Erratic readings and brief way over TJMAX. Normal?
Posted: Thu Apr 03, 2014 12:23 am
I am using Core Temp 1.0 RC7 on an AMD A10-5700 running Windows 8.1. Compared to my Core Temp experience with Windows 7 on an AMD Phenom and XP on an AMD Athlon, I am seeing some things that surprise me.
The temperature reading is very erratic. It can jump up more than 10degC in a single 1-second sample. Then it typically lowers itself over the next several seconds back down to hovering around 50. (This is when nothing big is going on.) TJMAX is listed at 70; but some of the jumps are well over that. Indeed, after Core Temp has been running for a few hours, I will generally see a reported max as high as 84. With TJMAX at 70; that tends to worry me. Should it?
It never behaved this way with the other systems. With them, temperature changes were always gradual.
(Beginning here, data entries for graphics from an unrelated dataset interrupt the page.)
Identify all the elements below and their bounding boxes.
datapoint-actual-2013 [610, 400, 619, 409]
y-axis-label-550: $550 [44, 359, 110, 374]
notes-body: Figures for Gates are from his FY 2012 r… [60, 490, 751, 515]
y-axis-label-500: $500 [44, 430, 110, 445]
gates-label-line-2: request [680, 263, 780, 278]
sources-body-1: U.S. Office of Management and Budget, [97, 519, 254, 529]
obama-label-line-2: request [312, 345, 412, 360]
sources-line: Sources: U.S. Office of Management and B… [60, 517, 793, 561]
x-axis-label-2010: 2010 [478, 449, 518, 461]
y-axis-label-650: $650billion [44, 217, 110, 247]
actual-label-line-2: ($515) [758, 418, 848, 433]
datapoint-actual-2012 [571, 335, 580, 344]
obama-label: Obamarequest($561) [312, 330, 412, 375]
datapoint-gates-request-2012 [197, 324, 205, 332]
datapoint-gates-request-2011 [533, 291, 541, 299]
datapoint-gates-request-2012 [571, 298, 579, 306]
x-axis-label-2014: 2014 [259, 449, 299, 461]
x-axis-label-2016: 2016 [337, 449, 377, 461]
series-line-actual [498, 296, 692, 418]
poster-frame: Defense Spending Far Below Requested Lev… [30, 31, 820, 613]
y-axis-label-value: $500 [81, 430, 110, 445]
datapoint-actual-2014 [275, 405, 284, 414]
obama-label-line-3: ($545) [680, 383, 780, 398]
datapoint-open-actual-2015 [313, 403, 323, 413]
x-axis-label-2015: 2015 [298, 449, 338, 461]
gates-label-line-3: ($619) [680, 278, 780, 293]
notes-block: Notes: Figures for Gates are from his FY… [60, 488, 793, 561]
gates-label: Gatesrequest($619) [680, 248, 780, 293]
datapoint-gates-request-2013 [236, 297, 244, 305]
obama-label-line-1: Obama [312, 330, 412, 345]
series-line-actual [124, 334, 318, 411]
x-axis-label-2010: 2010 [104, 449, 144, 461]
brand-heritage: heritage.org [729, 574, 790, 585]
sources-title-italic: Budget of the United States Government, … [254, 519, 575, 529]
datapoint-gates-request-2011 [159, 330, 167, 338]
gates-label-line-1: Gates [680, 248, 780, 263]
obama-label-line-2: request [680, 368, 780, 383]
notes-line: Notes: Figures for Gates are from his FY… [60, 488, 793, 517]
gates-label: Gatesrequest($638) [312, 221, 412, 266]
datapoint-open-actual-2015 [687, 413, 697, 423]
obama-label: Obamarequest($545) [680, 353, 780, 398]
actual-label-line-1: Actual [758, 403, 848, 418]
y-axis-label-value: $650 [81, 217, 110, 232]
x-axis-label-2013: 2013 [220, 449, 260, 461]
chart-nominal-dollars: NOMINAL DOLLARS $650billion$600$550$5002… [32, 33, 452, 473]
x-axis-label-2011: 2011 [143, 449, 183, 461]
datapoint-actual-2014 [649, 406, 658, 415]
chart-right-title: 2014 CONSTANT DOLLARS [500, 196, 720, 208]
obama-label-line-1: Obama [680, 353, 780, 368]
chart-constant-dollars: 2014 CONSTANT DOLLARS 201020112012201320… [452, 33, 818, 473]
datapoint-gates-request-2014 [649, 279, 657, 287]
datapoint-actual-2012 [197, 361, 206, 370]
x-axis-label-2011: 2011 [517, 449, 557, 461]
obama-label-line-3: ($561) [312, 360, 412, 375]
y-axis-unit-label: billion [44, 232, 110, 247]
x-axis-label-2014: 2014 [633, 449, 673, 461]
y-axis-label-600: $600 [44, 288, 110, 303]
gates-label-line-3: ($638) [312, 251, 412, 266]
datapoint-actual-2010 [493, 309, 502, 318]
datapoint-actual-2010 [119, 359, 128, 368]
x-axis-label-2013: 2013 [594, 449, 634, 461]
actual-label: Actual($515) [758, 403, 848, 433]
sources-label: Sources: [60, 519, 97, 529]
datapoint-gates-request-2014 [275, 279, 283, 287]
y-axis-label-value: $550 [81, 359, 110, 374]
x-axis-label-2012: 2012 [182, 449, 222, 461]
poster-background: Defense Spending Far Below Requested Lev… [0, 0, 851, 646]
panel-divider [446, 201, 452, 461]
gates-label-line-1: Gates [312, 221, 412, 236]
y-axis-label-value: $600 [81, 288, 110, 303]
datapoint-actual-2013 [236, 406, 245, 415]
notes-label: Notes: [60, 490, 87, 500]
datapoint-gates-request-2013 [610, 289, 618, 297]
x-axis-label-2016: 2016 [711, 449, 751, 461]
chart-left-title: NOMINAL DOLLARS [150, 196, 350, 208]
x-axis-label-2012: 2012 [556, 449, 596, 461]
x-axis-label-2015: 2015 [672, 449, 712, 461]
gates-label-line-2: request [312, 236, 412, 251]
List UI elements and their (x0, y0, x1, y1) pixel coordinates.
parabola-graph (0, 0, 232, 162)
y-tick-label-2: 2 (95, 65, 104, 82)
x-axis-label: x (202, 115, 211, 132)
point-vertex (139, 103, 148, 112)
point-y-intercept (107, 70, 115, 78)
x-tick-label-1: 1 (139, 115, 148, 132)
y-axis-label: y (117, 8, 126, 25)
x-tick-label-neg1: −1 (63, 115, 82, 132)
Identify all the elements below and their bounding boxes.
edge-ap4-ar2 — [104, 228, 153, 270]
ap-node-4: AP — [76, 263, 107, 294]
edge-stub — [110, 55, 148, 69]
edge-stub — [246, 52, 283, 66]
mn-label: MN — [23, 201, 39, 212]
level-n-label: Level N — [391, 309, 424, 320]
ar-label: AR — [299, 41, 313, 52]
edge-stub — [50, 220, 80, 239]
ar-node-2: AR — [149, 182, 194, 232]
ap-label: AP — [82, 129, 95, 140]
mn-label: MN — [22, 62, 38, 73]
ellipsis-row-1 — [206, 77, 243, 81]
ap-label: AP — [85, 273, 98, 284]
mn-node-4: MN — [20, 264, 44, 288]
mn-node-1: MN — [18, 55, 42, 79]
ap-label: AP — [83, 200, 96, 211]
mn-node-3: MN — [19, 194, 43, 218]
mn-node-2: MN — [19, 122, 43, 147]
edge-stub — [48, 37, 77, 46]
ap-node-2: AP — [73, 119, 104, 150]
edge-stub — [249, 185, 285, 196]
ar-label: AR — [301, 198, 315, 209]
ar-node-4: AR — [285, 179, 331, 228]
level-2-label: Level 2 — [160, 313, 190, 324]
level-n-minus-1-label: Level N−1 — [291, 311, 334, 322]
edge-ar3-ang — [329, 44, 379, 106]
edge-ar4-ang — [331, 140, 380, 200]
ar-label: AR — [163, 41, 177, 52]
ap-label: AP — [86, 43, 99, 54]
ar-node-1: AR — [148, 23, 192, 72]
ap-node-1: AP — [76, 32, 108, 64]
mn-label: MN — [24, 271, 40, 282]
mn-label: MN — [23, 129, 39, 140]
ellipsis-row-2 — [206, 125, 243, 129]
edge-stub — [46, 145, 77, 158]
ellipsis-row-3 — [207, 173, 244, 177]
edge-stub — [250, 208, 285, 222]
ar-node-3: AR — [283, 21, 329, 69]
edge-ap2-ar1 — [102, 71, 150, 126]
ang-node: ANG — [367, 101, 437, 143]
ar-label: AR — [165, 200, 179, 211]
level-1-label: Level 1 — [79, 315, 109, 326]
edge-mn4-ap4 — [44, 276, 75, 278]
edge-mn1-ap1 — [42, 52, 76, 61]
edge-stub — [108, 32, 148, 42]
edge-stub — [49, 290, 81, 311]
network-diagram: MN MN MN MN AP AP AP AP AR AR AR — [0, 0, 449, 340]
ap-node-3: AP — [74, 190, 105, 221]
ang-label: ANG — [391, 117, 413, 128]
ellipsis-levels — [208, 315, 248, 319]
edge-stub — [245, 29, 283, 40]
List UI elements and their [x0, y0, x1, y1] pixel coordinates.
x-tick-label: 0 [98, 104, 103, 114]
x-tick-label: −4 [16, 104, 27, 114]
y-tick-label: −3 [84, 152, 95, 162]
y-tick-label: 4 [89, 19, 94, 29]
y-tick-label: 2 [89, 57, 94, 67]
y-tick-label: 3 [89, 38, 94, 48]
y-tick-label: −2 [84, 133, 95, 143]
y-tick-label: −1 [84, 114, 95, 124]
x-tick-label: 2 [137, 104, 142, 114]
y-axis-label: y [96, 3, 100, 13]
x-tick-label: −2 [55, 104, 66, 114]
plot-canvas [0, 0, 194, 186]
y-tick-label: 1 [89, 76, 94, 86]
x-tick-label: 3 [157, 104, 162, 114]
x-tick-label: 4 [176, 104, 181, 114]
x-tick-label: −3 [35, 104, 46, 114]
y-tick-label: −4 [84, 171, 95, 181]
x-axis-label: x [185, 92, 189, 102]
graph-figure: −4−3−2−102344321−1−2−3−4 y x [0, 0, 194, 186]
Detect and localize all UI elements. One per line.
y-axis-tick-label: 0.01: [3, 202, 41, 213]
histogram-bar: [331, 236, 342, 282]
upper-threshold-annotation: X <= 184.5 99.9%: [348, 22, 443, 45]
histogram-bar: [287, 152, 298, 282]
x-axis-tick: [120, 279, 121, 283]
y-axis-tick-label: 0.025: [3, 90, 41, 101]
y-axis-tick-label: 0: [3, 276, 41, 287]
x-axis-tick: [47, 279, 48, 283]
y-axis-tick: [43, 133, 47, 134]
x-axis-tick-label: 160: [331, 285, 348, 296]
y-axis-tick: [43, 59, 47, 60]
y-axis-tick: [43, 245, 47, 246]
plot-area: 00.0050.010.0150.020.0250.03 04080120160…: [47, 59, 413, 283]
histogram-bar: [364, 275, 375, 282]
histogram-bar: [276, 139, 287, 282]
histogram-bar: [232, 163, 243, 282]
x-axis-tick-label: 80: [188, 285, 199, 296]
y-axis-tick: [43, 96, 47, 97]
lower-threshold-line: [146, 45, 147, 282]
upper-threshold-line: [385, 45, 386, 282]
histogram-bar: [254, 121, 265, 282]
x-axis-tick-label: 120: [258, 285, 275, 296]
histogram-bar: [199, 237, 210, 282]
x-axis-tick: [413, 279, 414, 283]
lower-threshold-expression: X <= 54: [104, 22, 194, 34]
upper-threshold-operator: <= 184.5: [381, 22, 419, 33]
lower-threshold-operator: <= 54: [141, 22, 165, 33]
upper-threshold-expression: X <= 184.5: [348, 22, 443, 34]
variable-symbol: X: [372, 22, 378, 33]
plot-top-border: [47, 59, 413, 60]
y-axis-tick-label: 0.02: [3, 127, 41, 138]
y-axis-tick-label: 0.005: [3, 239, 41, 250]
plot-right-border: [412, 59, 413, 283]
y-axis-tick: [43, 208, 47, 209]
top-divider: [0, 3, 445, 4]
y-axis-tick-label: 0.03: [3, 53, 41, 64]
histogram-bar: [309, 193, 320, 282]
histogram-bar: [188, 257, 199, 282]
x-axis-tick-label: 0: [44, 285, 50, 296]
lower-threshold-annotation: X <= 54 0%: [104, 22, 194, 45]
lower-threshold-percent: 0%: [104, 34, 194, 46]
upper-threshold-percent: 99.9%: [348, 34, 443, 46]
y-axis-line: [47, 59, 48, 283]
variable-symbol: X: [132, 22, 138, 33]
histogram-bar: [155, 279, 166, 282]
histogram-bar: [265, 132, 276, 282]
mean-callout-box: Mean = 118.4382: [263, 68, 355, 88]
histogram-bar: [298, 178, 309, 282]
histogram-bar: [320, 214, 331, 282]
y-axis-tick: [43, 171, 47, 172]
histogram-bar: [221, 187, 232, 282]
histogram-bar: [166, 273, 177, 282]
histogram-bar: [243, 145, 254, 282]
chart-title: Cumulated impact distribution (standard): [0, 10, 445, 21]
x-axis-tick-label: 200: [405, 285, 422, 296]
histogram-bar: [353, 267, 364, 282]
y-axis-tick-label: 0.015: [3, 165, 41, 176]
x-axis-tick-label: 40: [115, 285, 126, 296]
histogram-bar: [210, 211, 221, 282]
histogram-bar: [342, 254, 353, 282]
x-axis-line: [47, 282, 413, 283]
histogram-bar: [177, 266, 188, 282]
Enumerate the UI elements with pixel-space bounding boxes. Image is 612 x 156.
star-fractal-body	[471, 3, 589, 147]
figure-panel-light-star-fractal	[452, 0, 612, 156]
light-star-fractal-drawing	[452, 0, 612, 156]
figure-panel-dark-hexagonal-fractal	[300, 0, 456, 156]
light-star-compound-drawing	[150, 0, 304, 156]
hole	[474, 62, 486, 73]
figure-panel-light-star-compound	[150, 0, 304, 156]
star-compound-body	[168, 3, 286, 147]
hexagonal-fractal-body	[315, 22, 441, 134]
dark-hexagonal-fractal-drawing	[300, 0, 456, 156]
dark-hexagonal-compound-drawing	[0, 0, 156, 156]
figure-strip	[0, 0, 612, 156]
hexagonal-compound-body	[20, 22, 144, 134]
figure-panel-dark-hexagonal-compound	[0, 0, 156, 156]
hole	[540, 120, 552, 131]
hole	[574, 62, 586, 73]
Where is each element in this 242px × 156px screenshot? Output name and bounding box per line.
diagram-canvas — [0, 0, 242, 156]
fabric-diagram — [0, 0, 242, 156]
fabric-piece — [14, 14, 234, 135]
I am using a beta version because the release version did not work at all. Could this erratic behavior be misbehavior? Or could it be that there is a lot less thermal lag between the sensor and the source of the heat with these new APUs? Could it be that the power regulation is agile enough that the brief high temperatures can be ignored? Would it make sense to introduce some low pass filtering on the reported temperature to avoid anxiety? E.g., a configurable "average temperature over [parameter] seconds".
The temperature reading is very erratic. It can jump up more than 10degC in a single 1-second sample. Then it typically lowers itself over the next several seconds back down to hovering around 50. (This is when nothing big is going on.) TJMAX is listed at 70; but some of the jumps are well over that. Indeed, after Core Temp has been running for a few hours, I will generally see a reported max as high as 84. With TJMAX at 70; that tends to worry me. Should it?
It never behaved this way with the other systems. With them, temperature changes were always gradual. I am using a beta version because the release version did not work at all. Could this erratic behavior be misbehavior? Or could it be that there is a lot less thermal lag between the sensor and the source of the heat with these new APUs? Could it be that the power regulation is agile enough that the brief high temperatures can be ignored? Would it make sense to introduce some low pass filtering on the reported temperature to avoid anxiety? E.g., a configurable "average temperature over [parameter] seconds".